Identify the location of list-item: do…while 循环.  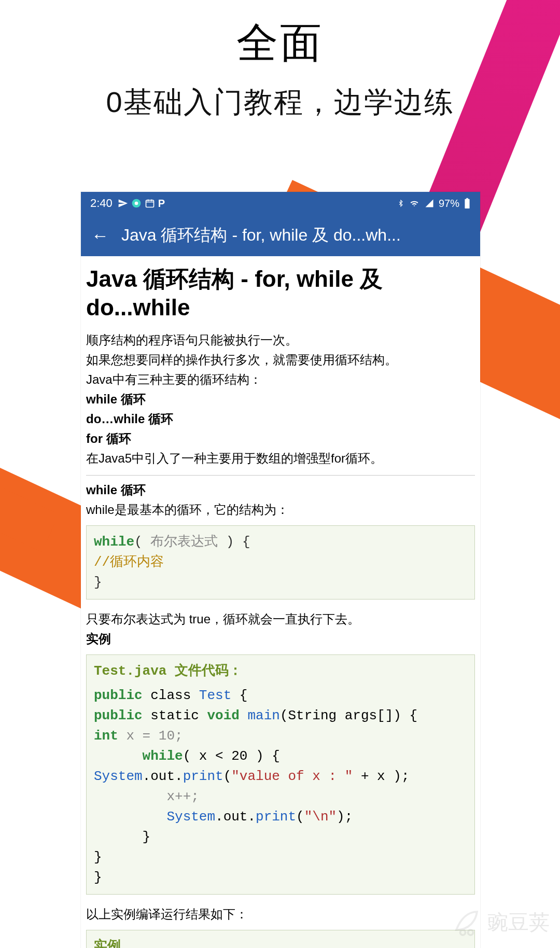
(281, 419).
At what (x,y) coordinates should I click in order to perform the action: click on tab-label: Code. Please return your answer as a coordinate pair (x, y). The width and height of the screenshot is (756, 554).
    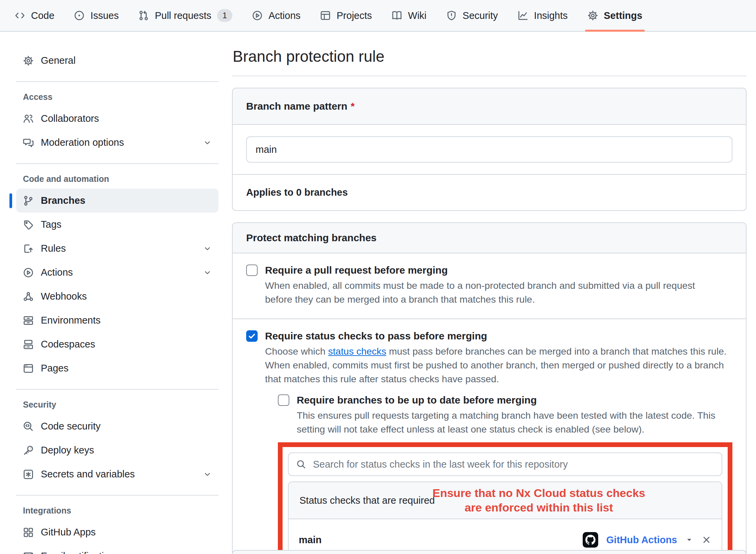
☆ ☆ ☆ ☆ ☆ ☆ ☆
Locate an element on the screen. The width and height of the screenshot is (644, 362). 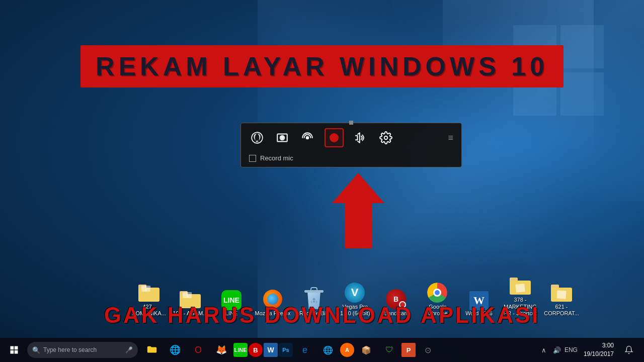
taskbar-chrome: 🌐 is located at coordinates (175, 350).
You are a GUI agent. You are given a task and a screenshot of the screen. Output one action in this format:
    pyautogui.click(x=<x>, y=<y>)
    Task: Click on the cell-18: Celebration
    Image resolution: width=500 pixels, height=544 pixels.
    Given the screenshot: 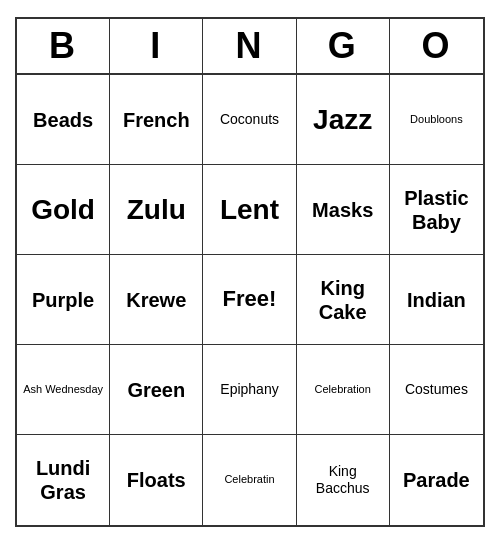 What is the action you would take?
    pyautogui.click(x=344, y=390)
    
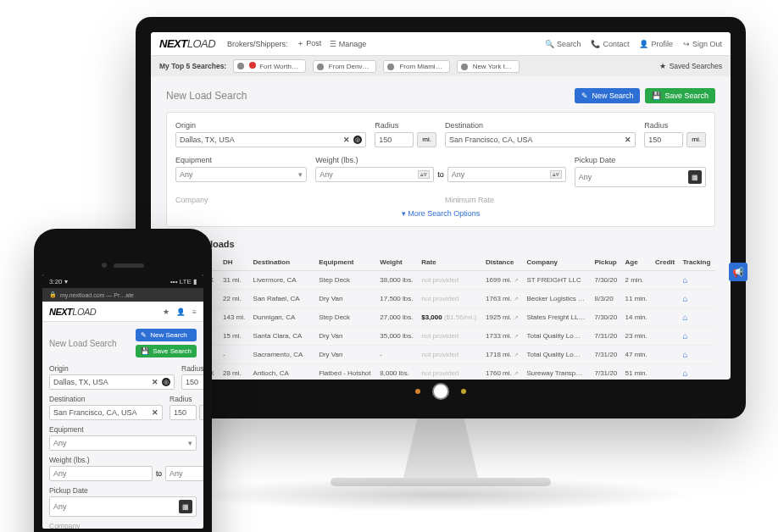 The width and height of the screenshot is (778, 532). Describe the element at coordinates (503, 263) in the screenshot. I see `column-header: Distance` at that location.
☆ ☆ ☆ ☆ ☆ ☆ ☆
◆ **Problem details**
Going back to the data above, write out everything from the line with "Identify the location" down to the line with "At what (x,y)", both included, leaving every picture out.

◆ **Exercise answer**
Identify the location of list-item: do…while 循环.  
(281, 419).
At what (x,y) coordinates should I click in order to perform the action: click on tab-label: Code. Please return your answer as a coordinate pair (x, y). The width and height of the screenshot is (756, 554).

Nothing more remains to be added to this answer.